Man nicks F-35 stats to try smuggling to Iran
Defense Industrial Base // Connecticut, United States
The technical information on the joint strike fighter was intercepted before reaching its intended recipient overseas. And the culprit, a naturalized U.S. citizen, was arrested this month before he could flee.
According to a court papers, U.S. authorities began investigating Mozaffar Khazaee in November 2013, when he attempted to send a shipment from Connecticut to the Iranian city of Hamadan. When agents inspected the cargo, they found boxes of documents consisting of sensitive technical manuals, specification sheets, and other proprietary material for the F-35. Those documents came from Pratt & Whitney, an engine manufacturer that Khazaee had last worked at in August 2013.
The shipment included thousands of pages, “including diagrams and blueprints of the high-tech fighter jet’s engine. Some of the information was marked as being ITAR- and export-controlled information,” DefenseNews reports.
Khazaee was detained Jan. 9 at Newark International Airport after the first leg of a trip to Tehran. He was charged with transporting, transmitting and transferring in interstate or foreign commerce goods obtained by theft, conversion, or fraud.
DefenseNews notes that, “in early 2013, government officials acknowledged that hackers, most likely Chinese in origin, had stolen information about the fifth-generation fighter, which is expected to be the backbone of American air superiority over the next several decades. “
ThreatWatch is a regularly updated catalog of data breaches successfully striking every sector of the globe, as reported by journalists, researchers and the victims themselves.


§ **Work instruction**: Set down a true copy of the data, with all pictures left out.

::::::::::

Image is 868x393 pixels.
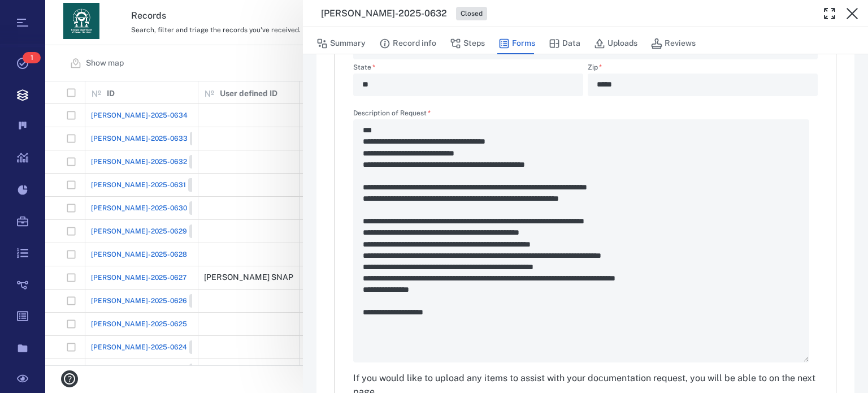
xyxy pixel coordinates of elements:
label: Description of Request [353,110,817,120]
button: Reviews [651,33,696,54]
button: Toggle Fullscreen [818,2,841,25]
button: Uploads [594,33,637,54]
button: Data [549,33,580,54]
button: Steps [450,33,485,54]
span: 1 [23,52,41,63]
label: State [353,64,583,74]
button: Close [841,2,863,25]
button: Summary [317,33,365,54]
span: Help [25,8,49,18]
button: Forms [499,33,535,54]
button: Record info [379,33,436,54]
h3: [PERSON_NAME]-2025-0632 [321,7,447,21]
label: Zip [588,64,817,74]
span: Closed [458,9,485,19]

::::::::::

§ **Answer below**:
Image is 868x393 pixels.
xyxy pixel coordinates of elements:
label: Description of Request [353,110,817,120]
button: Reviews [651,33,696,54]
button: Toggle Fullscreen [818,2,841,25]
button: Uploads [594,33,637,54]
button: Data [549,33,580,54]
button: Steps [450,33,485,54]
span: 1 [23,52,41,63]
label: State [353,64,583,74]
button: Close [841,2,863,25]
button: Summary [317,33,365,54]
span: Help [25,8,49,18]
button: Forms [499,33,535,54]
button: Record info [379,33,436,54]
h3: [PERSON_NAME]-2025-0632 [321,7,447,21]
label: Zip [588,64,817,74]
span: Closed [458,9,485,19]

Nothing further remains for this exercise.